Below, Director of the Center Dr. Jennifer Redmond (third from right) at a ceremony at City Hall to mark the achievements of students at the National History Day Philadelphia competition at City Hall. With thanks to the Mayor, Michael Nutter, and to Ang Reidell and V. Chapman Smith (right and left of the mayor respectively) for their hard work on the Cultural Collaboration Initiative and their continued work on the program.

For more information on the initiative contact:

Andrea (Ang) Reidell,
Education Specialist
National Archives at Philadelphia
215-606-0103
andrea.reidell@nara.gov

I have gained the privilege of learning more about a topic that I knew little about beforehand…..

My name is Teddy Knauss, and like Lisa MacMurray and my other colleague Sam Perry, I am a student at Temple University studying Secondary Education – Social Studies.

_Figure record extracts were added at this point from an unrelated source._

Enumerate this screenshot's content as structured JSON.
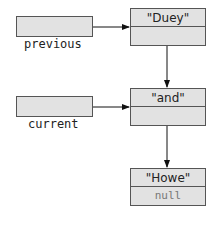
{
  "diagram": {
    "type": "linked-list-pointers",
    "variables": [
      {
        "name": "previous",
        "points_to": "Duey"
      },
      {
        "name": "current",
        "points_to": "and"
      }
    ],
    "nodes": [
      {
        "value": "\"Duey\"",
        "next": "and"
      },
      {
        "value": "\"and\"",
        "next": "Howe"
      },
      {
        "value": "\"Howe\"",
        "next": "null"
      }
    ],
    "null_label": "null"
  }
}
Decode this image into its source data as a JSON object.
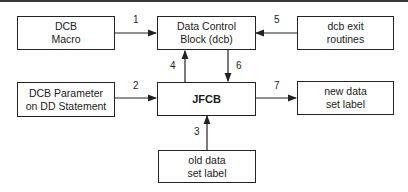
{
  "diagram": {
    "boxes": [
      {
        "id": "dcb-macro",
        "lines": [
          "DCB",
          "Macro"
        ]
      },
      {
        "id": "data-control-block",
        "lines": [
          "Data Control",
          "Block (dcb)"
        ]
      },
      {
        "id": "dcb-exit-routines",
        "lines": [
          "dcb exit",
          "routines"
        ]
      },
      {
        "id": "dcb-parameter",
        "lines": [
          "DCB Parameter",
          "on DD  Statement"
        ]
      },
      {
        "id": "jfcb",
        "lines": [
          "JFCB"
        ]
      },
      {
        "id": "new-data-set-label",
        "lines": [
          "new data",
          "set label"
        ]
      },
      {
        "id": "old-data-set-label",
        "lines": [
          "old data",
          "set label"
        ]
      }
    ],
    "arrows": [
      {
        "label": "1",
        "from": "dcb-macro",
        "to": "data-control-block"
      },
      {
        "label": "2",
        "from": "dcb-parameter",
        "to": "jfcb"
      },
      {
        "label": "3",
        "from": "old-data-set-label",
        "to": "jfcb"
      },
      {
        "label": "4",
        "from": "jfcb",
        "to": "data-control-block"
      },
      {
        "label": "5",
        "from": "dcb-exit-routines",
        "to": "data-control-block"
      },
      {
        "label": "6",
        "from": "data-control-block",
        "to": "jfcb"
      },
      {
        "label": "7",
        "from": "jfcb",
        "to": "new-data-set-label"
      }
    ]
  }
}
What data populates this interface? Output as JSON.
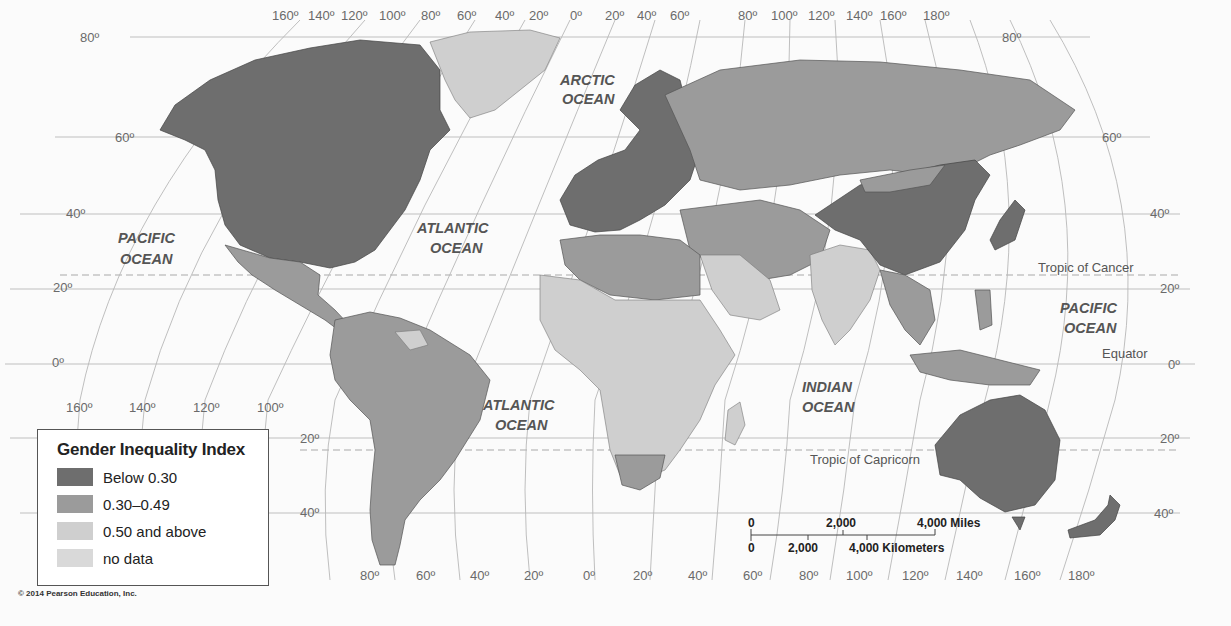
{
  "map": {
    "title": "Gender Inequality Index",
    "colors": {
      "below_030": "#6e6e6e",
      "range_030_049": "#9b9b9b",
      "above_050": "#cfcfcf",
      "no_data": "#d9d9d9"
    },
    "top_longitudes": [
      "160º",
      "140º",
      "120º",
      "100º",
      "80º",
      "60º",
      "40º",
      "20º",
      "0º",
      "20º",
      "40º",
      "60º",
      "80º",
      "100º",
      "120º",
      "140º",
      "160º",
      "180º"
    ],
    "bottom_longitudes_left": [
      "160º",
      "140º",
      "120º",
      "100º"
    ],
    "bottom_longitudes": [
      "80º",
      "60º",
      "40º",
      "20º",
      "0º",
      "20º",
      "40º",
      "60º",
      "80º",
      "100º",
      "120º",
      "140º",
      "160º",
      "180º"
    ],
    "left_latitudes": [
      "80º",
      "60º",
      "40º",
      "20º",
      "0º",
      "20º",
      "40º"
    ],
    "right_latitudes": [
      "80º",
      "60º",
      "40º",
      "20º",
      "0º",
      "20º",
      "40º"
    ],
    "oceans": {
      "arctic": [
        "ARCTIC",
        "OCEAN"
      ],
      "pacific_west": [
        "PACIFIC",
        "OCEAN"
      ],
      "atlantic_north": [
        "ATLANTIC",
        "OCEAN"
      ],
      "atlantic_south": [
        "ATLANTIC",
        "OCEAN"
      ],
      "indian": [
        "INDIAN",
        "OCEAN"
      ],
      "pacific_east": [
        "PACIFIC",
        "OCEAN"
      ]
    },
    "lines": {
      "tropic_cancer": "Tropic of Cancer",
      "equator": "Equator",
      "tropic_capricorn": "Tropic of Capricorn"
    },
    "scale": {
      "miles_0": "0",
      "miles_2000": "2,000",
      "miles_4000": "4,000 Miles",
      "km_0": "0",
      "km_2000": "2,000",
      "km_4000": "4,000 Kilometers"
    }
  },
  "legend": {
    "title": "Gender Inequality Index",
    "items": [
      {
        "label": "Below 0.30",
        "color": "#6e6e6e"
      },
      {
        "label": "0.30–0.49",
        "color": "#9b9b9b"
      },
      {
        "label": "0.50 and above",
        "color": "#cfcfcf"
      },
      {
        "label": "no data",
        "color": "#d9d9d9"
      }
    ]
  },
  "copyright": "© 2014 Pearson Education, Inc."
}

My experiences interning at The Albert M. Greenfield Digital Center for the History of Women’s Education, Byrn Mawr College so far have been enlightening and educational to say the least. In the process of creating a lesson plan pertaining to the history of women’s education in America, I have gained the privilege of learning more about a topic that I knew little about beforehand. I have enjoyed looking through various folders of primary documents to find writings and pictures of women who attended the Bryn Mawr Summer School, an innovative program to encourage working class women to gain experience of college life and education. As I have been doing this, I have found interesting photographs and writings that shed light on the various perspectives that these women workers had regarding education and school. Furthermore, it has been eye-opening to see the various perspectives of the minority women who attended Bryn Mawr College and how they grappled with the racism and prejudice that characterized that time period. All in all, this internship has helped me become more knowledgeable about a topic that I believe is important and in need of a closer look within high school history classes. It is my hope that the lesson plan I am creating will help high school students become more interested in the topic of women’s education.